PHD on chatting with Sir Tim Berners-Lee: ‘Almost a surreal experience’ | M&M Global

PHD on chatting with Sir Tim Berners-Lee: ‘Almost a surreal experience’

Mike Cooper, global chief executive of PHD, and Mark Holden, the agency’s worldwide strategy and planning director, talked to M&M Global about AI, World Wide Web inventor Tim Berners-Lee and how media and marketing is on the cusp of a communications revolution.

Mike Cooper interview

Unsurprisingly, given the agency’s recent publication of book ‘Sentience: The Coming AI Revolution and the Implications for Marketing’, Cooper talked evangelically about artificial intelligence, while reflecting on getting  Worldwide Web inventor Sir Tim Berners-Lee onstage at the Cannes Lions.

“It’s almost a surreal experience,” Cooper said about chatting with Berners-Lee. “Sitting with the guy who developed something that had so much influence all over the world and is arguably the most important communications system the world’s ever seen.

“And he’s a remarkably down to earth individual and I found myself chatting to him about the most mundane things.”

In terms of PHD’s business, the last six months have seen the agency extend its relationship with Unilever globally.

“So we won Unilever’s search business earlier this year,” Cooper said. “It’s always the best kind of win really, more business from an existing client, because it’s an endorsement of the work you’re doing.”

Elsewhere, PHD’s SC Johnson account was bolstered with the addition of the household goods manufacturer’s media buying business.

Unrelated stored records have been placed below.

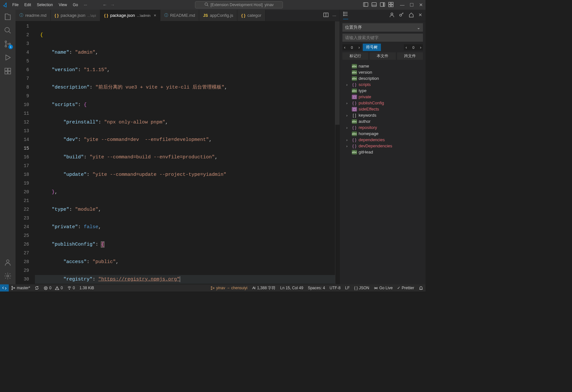  I want to click on layout-sidebar-right-icon, so click(383, 5).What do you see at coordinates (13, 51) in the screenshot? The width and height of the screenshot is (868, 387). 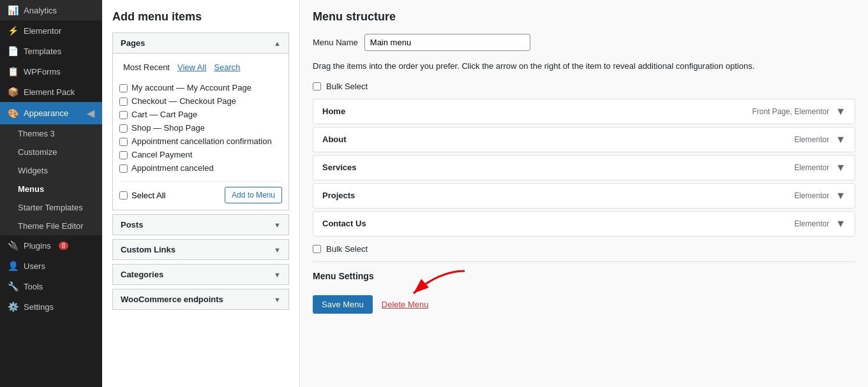 I see `templates-icon: 📄` at bounding box center [13, 51].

Here’s the full interview with Cooper:

Meanwhile, Holden noted how the industry’s changing attitude towards data was apparent at Cannes Lions 2015.

“It’s good not just from the point of view of media and targeting and efficiency, it’s starting to be recognised as a creative canvas now,” he said.

“Think about the platforms that we have that can be accessed across multiple devices, that can be tailored at an individual level, with messaging that be sequenced, that can be changed based on even offline behaviours, all happening in real-time. This is a new multi-dynamic, multi-device canvas and it really needs to be explored.

“As a canvas, it has to be grabbed by the creative industries because the big awards of next year and the year after that will be using it in very clever ways.”

Here’s the full interview with Holden:

Looking ahead, Cooper predicts great change driven by AI. “I think it’s likely that in next three to five years that we’ll all have a virtual personal assistant in the developed world. So if you miss your flight home, your VPA will rebook your hotel, your car hire, will inform your loved ones, it will change all your flights; and it will effectively be making decisions on your behalf.

“And that has a real impact for marketing, because that changes the choice of which airline, which car hire company, which taxi company you’re using from a frontal cortex decision in your mind to an algorithmic one, where the algorithm is using other factors that it knows about you to make those decisions.

“Clearly it’s going to be a much more automated world and I think the creative process gets more elevated to a higher-end element of that, so it’s going to be quite profound. I think the artificial intelligence train will run right through our backyard in marketing. I think clients are open to something that’ real, that’s not science fiction.”

He was adamant that PHD’s – and the media industry’s – key to success would be to pursue longer term relationships with clients, rather than pursue pitches.

“There’s a hell of a lot of pitch activity going on at the moment,” Cooper said. “I think it’s one of those times when you have to be focused on what your strategy is because there are an awful lot of temptations that come along in terms of things to pitch for.

“So I think our focus is going to be building business with existing clients over the next 12 months.”